Collin breathed.
But the noose around his neck didn’t loosen. Not yet.
“You are dismissed from your jobs effective immediately,” Sol said. “You will report to the North Town training camp at dawn. You will train seven days a week until I say otherwise. Until then... your lives belong to me.”
The finality of the words rang out like the toll of a great iron bell.
Sol consulted the roster.
“Gravis of Nereid. Sky of White Wood. You will be assigned host families during training.”
Then, he rose. In full stature, Sol seemed taller than before—his presence heavier somehow.
“Are there any questions?”
No one breathed.
The question wasn’t an invitation. It was a dare.
When no one spoke, the captain gave a slow, satisfied smile.
“You are excused.”
The word snapped the room’s tension like a trap springing open. Everyone stood, chairs scraping across stone like teeth gnashing.
No one spoke until the double doors thudded closed behind them.
Niall exhaled sharply. “Seven days a week. That can’t be legal.”
Nic stood frozen for a heartbeat, still pale beneath his usual swagger—then his eyes lit up as they locked on Helen waiting beyond the steps.
He launched himself toward her, swept her into a tight embrace, burying his face in her curls.
“Sweetheart, is everything alright?” she whispered.
Nic threw an arm around her, guiding her away at a brisk pace. “We need to talk about our plans,” he said, voice falsely bright. “Preferably before I’m turned into military-grade compost.”
Collin and Aries crossed the square, the sun hot on their backs.
“I guess my birthday trip’s off,” Collin murmured, barely more than breath. The words tasted hollow, sour—like cheese left out too long.
Aries gave a hard smile that didn’t touch his eyes. “Yeah. Sol owns us now.”
Collin spent the remainder of the day adrift, as if suspended in the eye of a storm that hadn’t yet reached him. Nothing held hisfocus—each task he touched seemed hollow, like going through the motions of someone else’s life. In the garden, his hands worked absently; more than once, he yanked a tender sprout instead of a weed, each mistake a fresh jolt of frustration. He shuffled clutter from one corner to another, convincing himself he was tidying when really, he was just rearranging the chaos to mirror the unrest inside him. Even his glass project, once a refuge, betrayed him—each cut and etch reminded him of Captain Sol’s voice, sharp and cold and echoing with unspoken consequences.
As the house settled into silence, he lay rigid in bed, eyes fixed on the clock. The hands moved, but the weight pressing against his chest didn’t. Tomorrow had already begun to arrive—quietly, relentlessly—and he was nowhere near ready to meet it.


What is required. In the records below, find the line with "Identify bicycle helmet" and the line with "Find and bound *wheel*."; return exactly those lines and every line between them.

(Dataset items)
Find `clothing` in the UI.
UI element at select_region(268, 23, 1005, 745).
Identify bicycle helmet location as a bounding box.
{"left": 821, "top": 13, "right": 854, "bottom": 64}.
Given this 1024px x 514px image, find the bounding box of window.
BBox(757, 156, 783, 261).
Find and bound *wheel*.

==

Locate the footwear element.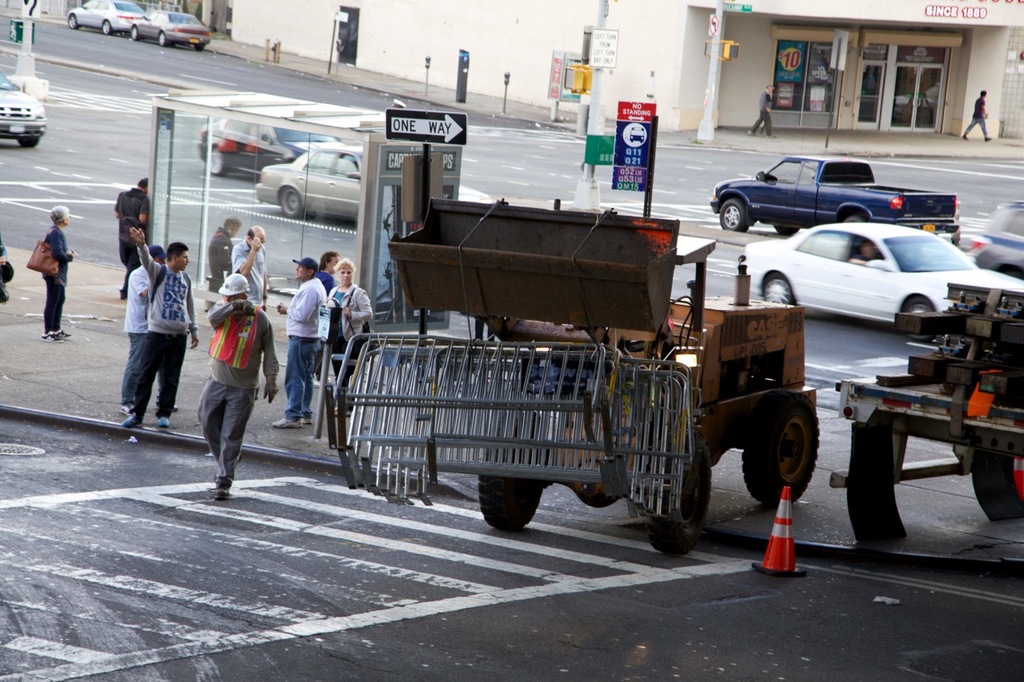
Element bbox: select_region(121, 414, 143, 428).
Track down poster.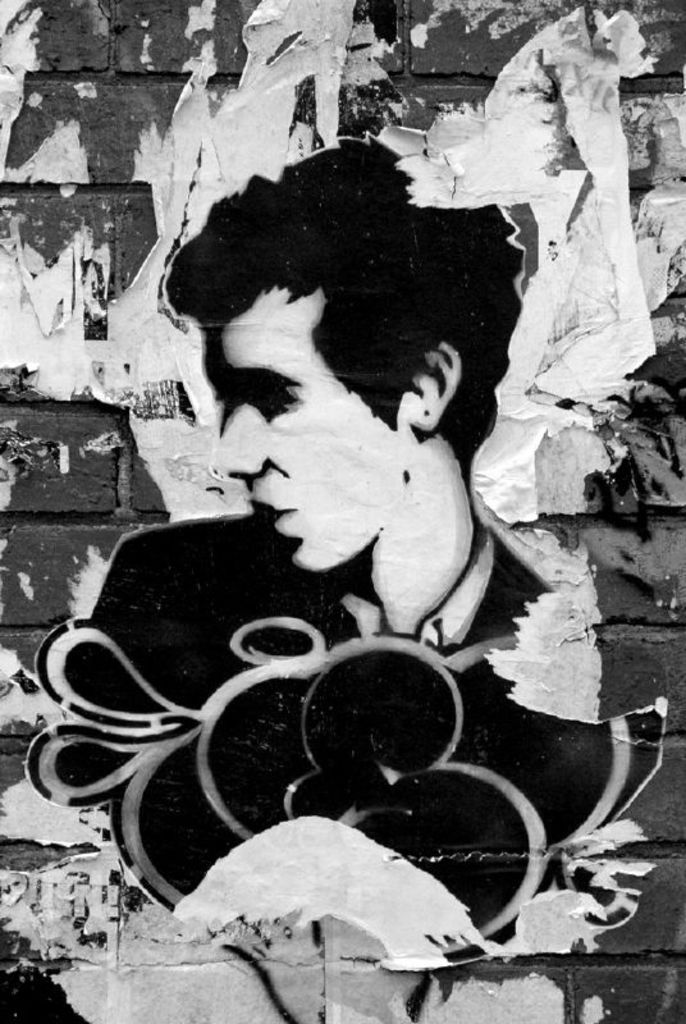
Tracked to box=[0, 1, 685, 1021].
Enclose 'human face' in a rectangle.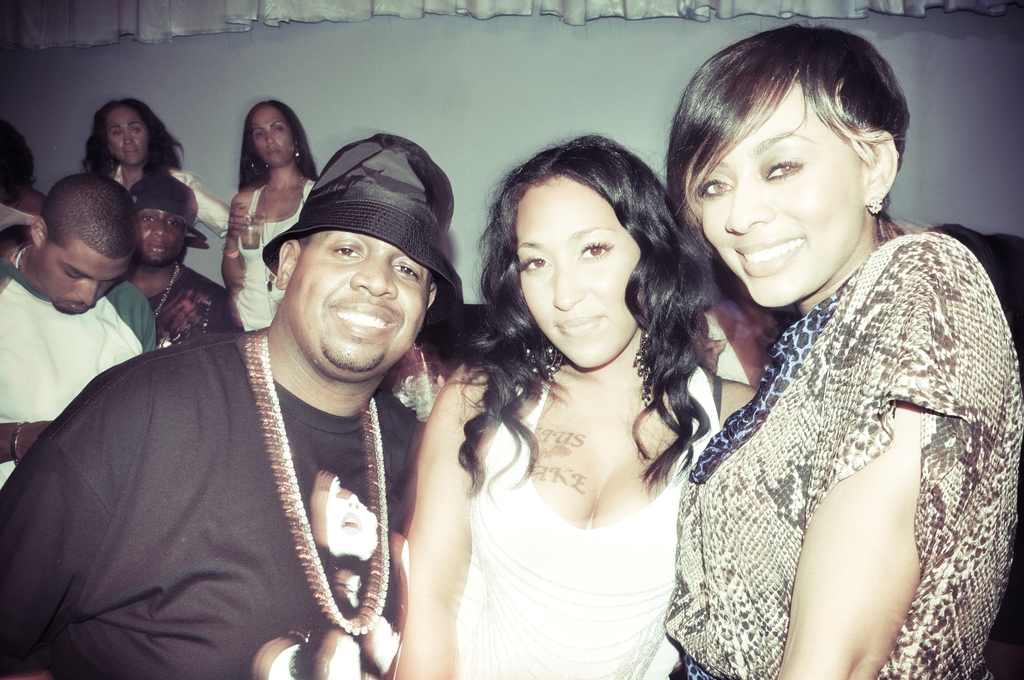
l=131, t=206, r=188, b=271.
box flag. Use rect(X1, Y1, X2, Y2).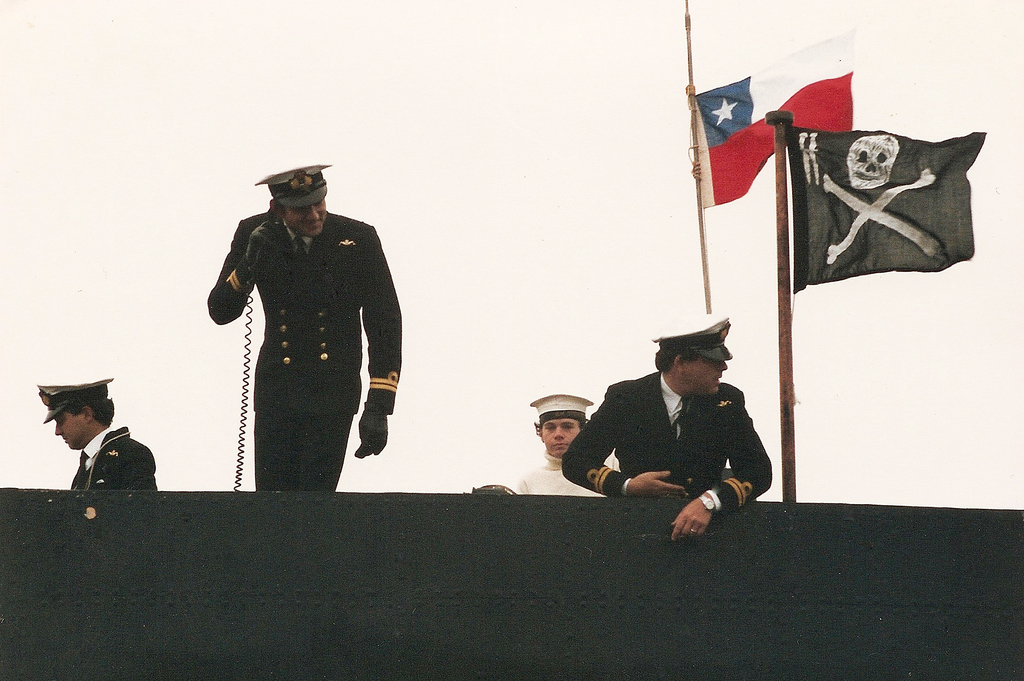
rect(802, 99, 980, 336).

Your solution.
Identify bicycle helmet location as a bounding box.
{"left": 821, "top": 13, "right": 854, "bottom": 64}.
Given this 1024px x 514px image, find the bounding box of window.
BBox(757, 156, 783, 261).
Find and bound *wheel*.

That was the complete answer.